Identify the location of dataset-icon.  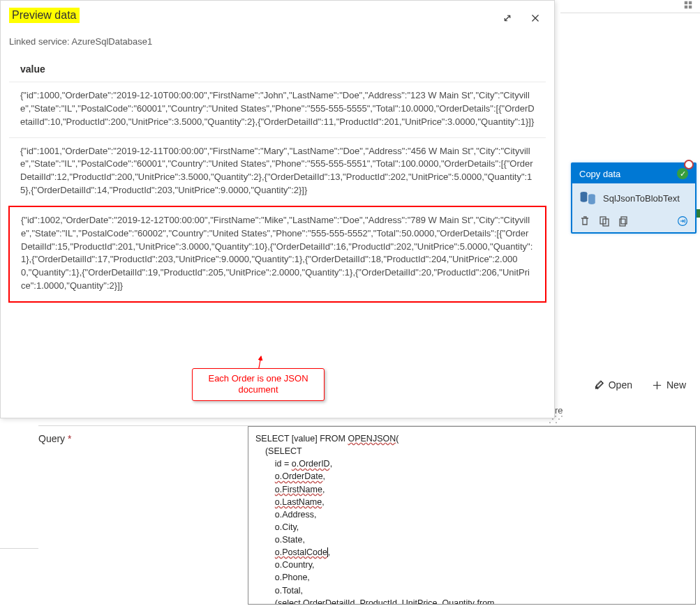
(688, 5).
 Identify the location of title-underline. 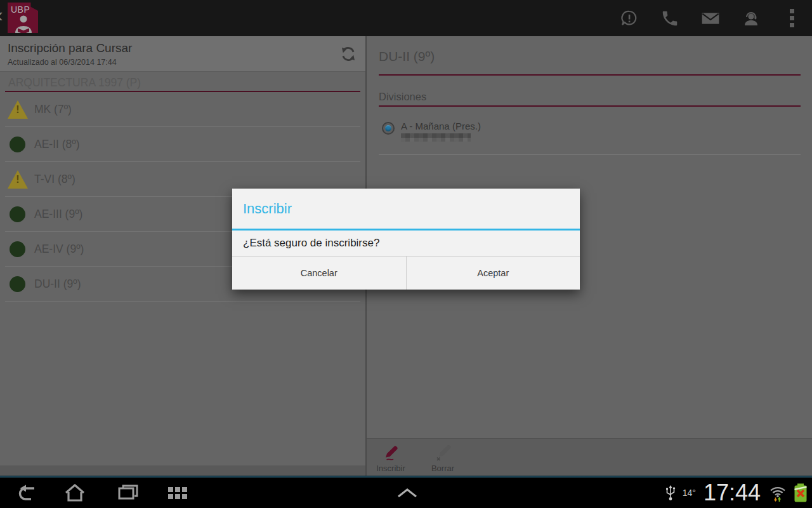
(590, 75).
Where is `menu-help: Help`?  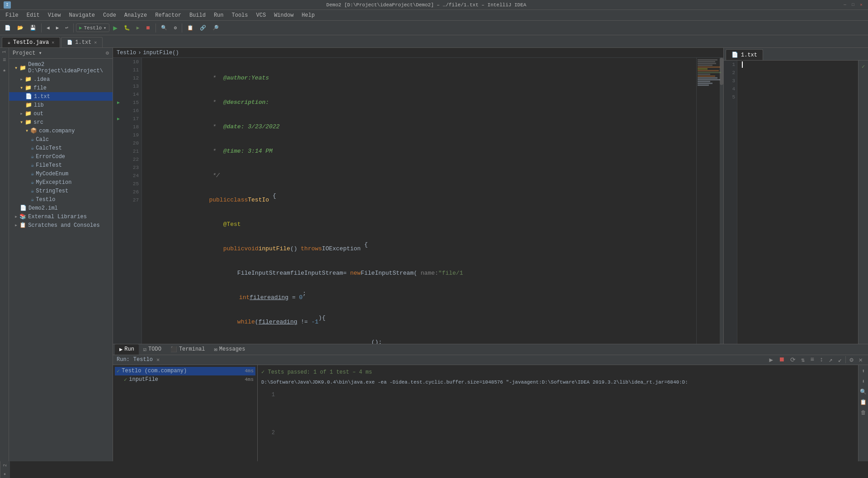
menu-help: Help is located at coordinates (308, 15).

■ ■ ■ ■ ■ ■ ■

▸ Problem to work on:
Restate all of the material above word for word. Pictures do not belong in it.

▸ Result below:
Identify the location of dataset-icon.  
(688, 5).
 Identify the location of title-underline. 
(590, 75).
Where is `menu-help: Help`?  
menu-help: Help is located at coordinates (308, 15).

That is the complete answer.